Europe’s interest in pacifying Cabo Delgado, northern Mozambique, is independent of the gas projects in that region, the head of European Union (EU) diplomacy, Josep Borrell, said on Friday, September 9, at the end of a visit to the country.
“If there is gas, it is good news for Mozambicans because the revenue from the gas will be for them,” the EU’s high representative for Foreign Affairs and Security Policy told a press conference.
In the morning, on the margins of a military event, Borrell said that the EU helps Mozambique not only out of “generosity” but also because it is in the EU’s interest that the country contributes to global “peace and prosperity”.
Later in the day, Borrell explained that EU support in military training and equipment for Mozambican troops in Cabo Delgado was already in the pipeline “a couple of years before” the current context of natural gas shortages in Europe because of the war in Ukraine.
“Prosperous and secure Mozambique is good for the world” and “Europe’s security starts far from its borders”, he reiterated, to justify the European interest.
“We fight against terrorism in many countries” and stability “is good first for Mozambicans”, he added.
Armed violence led in April 2021 to the suspension of the largest gas project under construction in Mozambique – and largest private investment in Africa, to the tune of 20 billion euros – led by French oil company TotalEnergies.
Some of the largest natural gas reserves in the world are ready to be exploited under the seabed, 40 kilometres off Cabo Delgado, in the Rovuma basin, but insecurity has prevented the construction of onshore liquefaction plants.
The exploitation of those reserves will start before the end of the year by the smallest of the three planned projects, via an autonomous floating platform for extraction, liquefaction and filling of export cargo ships.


**AIM OF THE TASK**
An exact copy of every entry is the answer here, with no pictures.

=== Section Start ===

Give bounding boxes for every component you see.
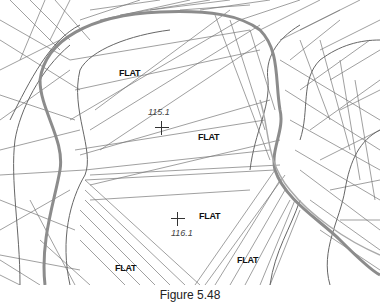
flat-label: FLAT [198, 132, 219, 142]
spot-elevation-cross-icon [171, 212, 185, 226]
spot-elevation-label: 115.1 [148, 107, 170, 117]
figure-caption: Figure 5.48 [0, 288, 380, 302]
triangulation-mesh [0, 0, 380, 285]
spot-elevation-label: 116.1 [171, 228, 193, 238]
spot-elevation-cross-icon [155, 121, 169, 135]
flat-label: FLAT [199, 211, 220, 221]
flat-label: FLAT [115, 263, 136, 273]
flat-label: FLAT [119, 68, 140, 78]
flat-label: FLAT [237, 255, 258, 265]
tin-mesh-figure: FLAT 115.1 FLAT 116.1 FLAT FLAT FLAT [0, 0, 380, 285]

=== Section End ===

**RESPONSE**
Give bounding boxes for every component you see.
flat-label: FLAT [198, 132, 219, 142]
spot-elevation-cross-icon [171, 212, 185, 226]
spot-elevation-label: 115.1 [148, 107, 170, 117]
figure-caption: Figure 5.48 [0, 288, 380, 302]
triangulation-mesh [0, 0, 380, 285]
spot-elevation-label: 116.1 [171, 228, 193, 238]
spot-elevation-cross-icon [155, 121, 169, 135]
flat-label: FLAT [199, 211, 220, 221]
flat-label: FLAT [115, 263, 136, 273]
flat-label: FLAT [119, 68, 140, 78]
flat-label: FLAT [237, 255, 258, 265]
tin-mesh-figure: FLAT 115.1 FLAT 116.1 FLAT FLAT FLAT [0, 0, 380, 285]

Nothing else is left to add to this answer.